Have never used glue before for PLA but will have to now, to get through this roll.
Really disappointing given itâs twice the price.
Here is pretty much undeniable proof that it is the silk filament destroying the plate.
I have a multi coloured model here that is mostly bambu lab PLA sparkle. It has the Bambu Lab Silk PLA gold lettering. The PLA sparkle part of the print pulled away from the plate with absolutely no issue. The lettering etched itself into the plate and is permanently embossed into the plate now.
This is the same brand, same temperatures, same everything. Printed with the AMS. Pretty clear itâs the Silk PLA
Pretty sure I destroyed one side of my build plate like this also. It should be ârequiredâ to use glue instead of ârecommendedâ and warn about destroying your build plate surface.
I am really glad I found this thread. I will use glue with the rest of my Bambu Silk filament and probably wonât purchase any more of itâŚ
Use a Dab of Acetone to get that off the textured plate. it should work better than IPA. you poor saps with the ruined PEI sheets though. good to know that I shouldnât use silk on that sheet.
I have never understood how BL filaments require glue when I have never used glue on any print with any PLA, PETG or TPU.
I have used every sub-type of PLA including silks, I have never had a problem getting it to stick or release and certainly no marks afterwards on the build plates.
This was as true before I moved to BL printers as it has been with several BL printers.
All I hear about BL filaments is they ruin the AMS, jam the AMS, weld themselves to or ruin build plates.
I can only imagine what they are putting in them.
I have some BL PLA basic which work fine and some BL PLA Matte I have yet to try, fingers crossed.
My Flashforge guider 2 used these and I would have to use glue for TPU, and Silk would degrade them so fast that after about a month of heavy silk use I would have to recondition it with acetone to make it stick to silk again but I could only do that 1 or 2 times before it would start to crack the surface. Let me tell you getting these off with a heat gun to replace them and using goo gone on the adhesive left behind on the spring steel was probably the single most frustrating thing ive ever done in relation to 3d printing. Build TapeĂ5ďźpcsďź For Flashforge Guider 2/2S 3D Printer
I have managed to recreate this problem using Bambu Silk PLA purple, for some reason the dual red blue kind didnât cause this problem, as you can see a thorough scrub with acetone has removed it from the textured plate. I hope this helps
I had the same issue using TPU. The surface of the PEI plate was severely damaged. I found a neat solution. Using 3M Blue Painterâs Tape I covered the plate surface (omitting the ID piece) and it worked fine. I only had to pull the blue tape off the plate for a perfect result. There is only a very slight texture from the blue tape but it is very minor.
I am using glue now with Bambu silk with no issues.
I found the screenshot you shared after the issue occurred.
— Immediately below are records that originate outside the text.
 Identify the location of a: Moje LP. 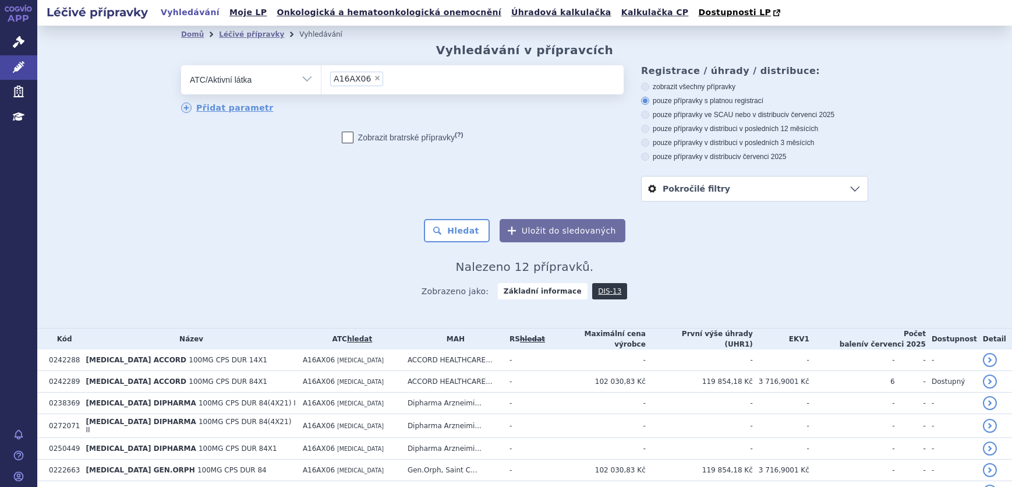
(248, 12).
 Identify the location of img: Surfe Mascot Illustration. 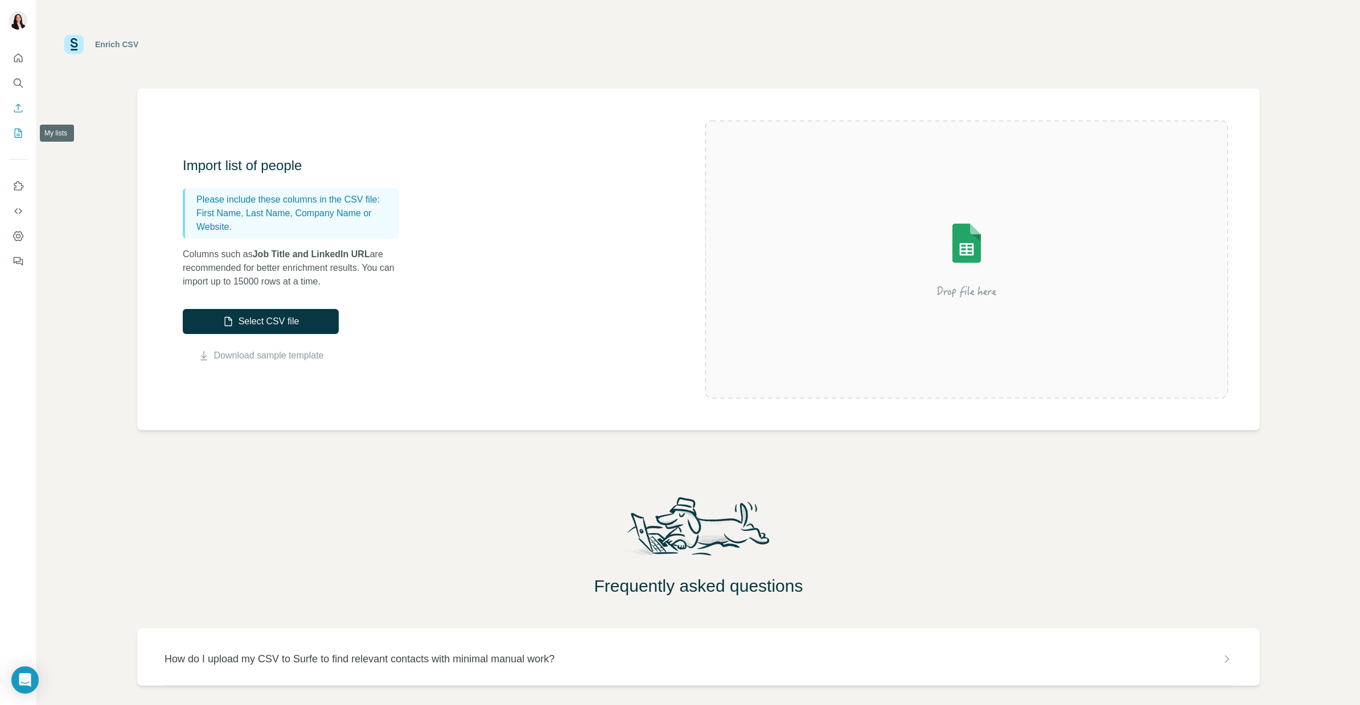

Unfortunately I was using the Bambu specs for the smooth PEI sheet which doesnât mention different types of PLA just says PLA requires glue.
I submitted a support request asking for this information to be added to the smooth PEI sheet data table so others donât suffer the same fate.
It isnât the end of the world once glue is used, just have to remember to apply if using silk
hey you, be nice with tpu? its not tpu, its youđ
what brand filament and what printer do you have, i will give the settings i use if i got itđ
i make cansleave from tpu for six years nowđ great result. 0% stringing,100% transparent. sold so so many, prolly hundreds in each color that esun has.